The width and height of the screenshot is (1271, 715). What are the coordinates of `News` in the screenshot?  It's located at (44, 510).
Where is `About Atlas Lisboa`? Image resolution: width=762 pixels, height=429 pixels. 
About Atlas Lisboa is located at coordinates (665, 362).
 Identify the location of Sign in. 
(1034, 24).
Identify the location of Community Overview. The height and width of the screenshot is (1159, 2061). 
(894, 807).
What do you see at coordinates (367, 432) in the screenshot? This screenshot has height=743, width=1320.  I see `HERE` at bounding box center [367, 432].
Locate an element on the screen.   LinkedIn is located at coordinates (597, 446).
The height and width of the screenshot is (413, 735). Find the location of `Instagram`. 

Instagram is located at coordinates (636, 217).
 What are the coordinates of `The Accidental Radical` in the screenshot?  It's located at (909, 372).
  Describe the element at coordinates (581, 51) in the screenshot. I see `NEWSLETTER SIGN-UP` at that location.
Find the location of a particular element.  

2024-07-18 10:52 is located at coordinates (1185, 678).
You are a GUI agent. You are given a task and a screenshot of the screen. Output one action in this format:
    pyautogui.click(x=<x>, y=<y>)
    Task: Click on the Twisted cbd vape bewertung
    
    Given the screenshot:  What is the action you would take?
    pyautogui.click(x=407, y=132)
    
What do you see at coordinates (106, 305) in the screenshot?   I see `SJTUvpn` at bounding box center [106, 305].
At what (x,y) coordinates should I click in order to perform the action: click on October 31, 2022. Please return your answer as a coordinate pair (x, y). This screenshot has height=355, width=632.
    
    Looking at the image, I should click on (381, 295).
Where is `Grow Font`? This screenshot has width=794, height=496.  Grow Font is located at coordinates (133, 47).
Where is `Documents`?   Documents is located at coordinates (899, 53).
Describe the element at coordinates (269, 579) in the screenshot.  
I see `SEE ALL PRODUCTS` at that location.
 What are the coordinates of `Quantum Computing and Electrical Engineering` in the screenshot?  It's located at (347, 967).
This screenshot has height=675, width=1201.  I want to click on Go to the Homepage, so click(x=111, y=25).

◆ WHAT YOU WILL DO
Return the data above in full, keeping each line exactly as it stands.

◆ REPLY
The width and height of the screenshot is (1271, 715). What are the coordinates of `News` in the screenshot?  It's located at (44, 510).
Where is `About Atlas Lisboa`? Image resolution: width=762 pixels, height=429 pixels. 
About Atlas Lisboa is located at coordinates (665, 362).
 Identify the location of Sign in. 
(1034, 24).
Identify the location of Community Overview. The height and width of the screenshot is (1159, 2061). 
(894, 807).
What do you see at coordinates (367, 432) in the screenshot? This screenshot has height=743, width=1320.  I see `HERE` at bounding box center [367, 432].
Locate an element on the screen.   LinkedIn is located at coordinates (597, 446).
The height and width of the screenshot is (413, 735). Find the location of `Instagram`. 

Instagram is located at coordinates (636, 217).
 What are the coordinates of `The Accidental Radical` in the screenshot?  It's located at (909, 372).
  Describe the element at coordinates (581, 51) in the screenshot. I see `NEWSLETTER SIGN-UP` at that location.
Find the location of a particular element.  

2024-07-18 10:52 is located at coordinates (1185, 678).
You are a GUI agent. You are given a task and a screenshot of the screen. Output one action in this format:
    pyautogui.click(x=<x>, y=<y>)
    Task: Click on the Twisted cbd vape bewertung
    
    Given the screenshot:  What is the action you would take?
    pyautogui.click(x=407, y=132)
    
What do you see at coordinates (106, 305) in the screenshot?   I see `SJTUvpn` at bounding box center [106, 305].
At what (x,y) coordinates should I click in order to perform the action: click on October 31, 2022. Please return your answer as a coordinate pair (x, y). This screenshot has height=355, width=632.
    
    Looking at the image, I should click on (381, 295).
Where is `Grow Font`? This screenshot has width=794, height=496.  Grow Font is located at coordinates (133, 47).
Where is `Documents`?   Documents is located at coordinates (899, 53).
Describe the element at coordinates (269, 579) in the screenshot.  
I see `SEE ALL PRODUCTS` at that location.
 What are the coordinates of `Quantum Computing and Electrical Engineering` in the screenshot?  It's located at (347, 967).
This screenshot has height=675, width=1201.  I want to click on Go to the Homepage, so click(x=111, y=25).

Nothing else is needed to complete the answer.